Genomics Can Improve Health Care--Right Now

A unique clinic in Strasburg, Pa., shows the way
By Kevin A. Strauss | Nov 17, 2015





Shunyu Fan ©iStock.com
A tale of three sisters offers a glimpse into how, with the right systems in place, genomics research can already be applied to alleviate human suffering.
In January 2007 Jesse and Anna, members of an Old Order Amish settlement in Pennsylvania, brought their daughter Esther to the Clinic for Special Children in Strasburg, Pa. (For privacy, pseudonyms are used for all children mentioned in this article.) Esther, just a few hours old, was born with inflamed skin, patchy hair loss and a swollen liver—telltale signs of Omenn syndrome, a rare and lethal form of severe combined immune deficiency. Our clinic
is a shelter for children like Esther, who enter the world facing dangerous genetic risks.
Esther’s sister Mary was born 14 years earlier, in 1993, and lived out a short life of misery marked by infections, needles, ventilators and feeding tubes. She died of pneumonia before a specific diagnosis could be confirmed and left behind a shattered family with more than $400,000 of hospital bills.
Esther’s life would be different. From her first hours, she had a medical home where her care was informed by a deep but pragmatic understanding of biology, culture and the places where they meet. Using advanced molecular techniques, our laboratory director, Erik Puffenberger, rapidly homed in on Esther’s genetic diagnosis (recombination-activating gene 1, RAG1) and proved that her sister Mary succumbed to the same condition. Using these same molecular data, Puffenberger identified an ideal bone marrow transplant donor among Esther’s siblings that enabled her to have a lifesaving transplant at 65 days of age. The entire process—from clinical presentation to genetic diagnosis to donor identification—took less than two weeks, saved the family about $80,000 and cleared the path to a cure.

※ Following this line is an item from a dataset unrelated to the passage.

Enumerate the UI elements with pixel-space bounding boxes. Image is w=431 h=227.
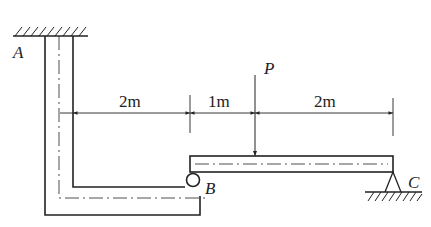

Severe combined immune deficiency (SCID), first recognized in 1950, encompasses a variety of genetic disorders that render the immune system powerless. Without radical treatment in the form of bone marrow–cell transplant, children with SCID inevitably die from infections by two years of age. In 1972 a paper in The Lancet described the first specific protein deficiency linked to SCID, an enzyme called adenosine deaminase. In the years that followed immunogenetics research advanced at an explosive pace. Doctors today know of 18 different molecular causes of SCID, four of which are found in high prevalence among the Amish and Mennonites of North America (collectively called “Plain” people). And yet as this knowledge unfolded, 26 of 41 (63 percent) Plain children born with SCID died by two years of age because of late diagnosis, geographic and cultural isolation, and unaffordable access to care. It was not the research community but anguished parents—people like Jesse and Anna—who brought this problem to our front door.
Esther is now eight years old and healthy. In May 2013 her baby sister Annie arrived. Using blood from the umbilical cord, we diagnosed Annie with Omenn syndrome at four hours of age for a cost of less than $50. Annie’s father peered anxiously over the shoulders of our laboratory team as they inspected molecular markers to identify a bone marrow donor for this daughter. Annie was successfully transplanted in the first month of life and has thrived ever since.
This tale of three sisters, rising from a community’s tragic history, is a paradigm of how genomics can shape the everyday delivery of medical care. These three Amish sisters give us a peek into the future of genomics, which has the power to make the healing arts preemptive rather than reactive. Progress along this track must be measured one patient at a time, and in terms people understand. For this family, help did not come in the form of new knowledge but from choices made about how to use what we know. Applying molecular tools to the task was not so much an innovative as a sensible thing to do.
Kevin A. Strauss, who earned his MD degree from Harvard Medical School, is the medical director of the Clinic for Special Children, in Strasburg, Pa.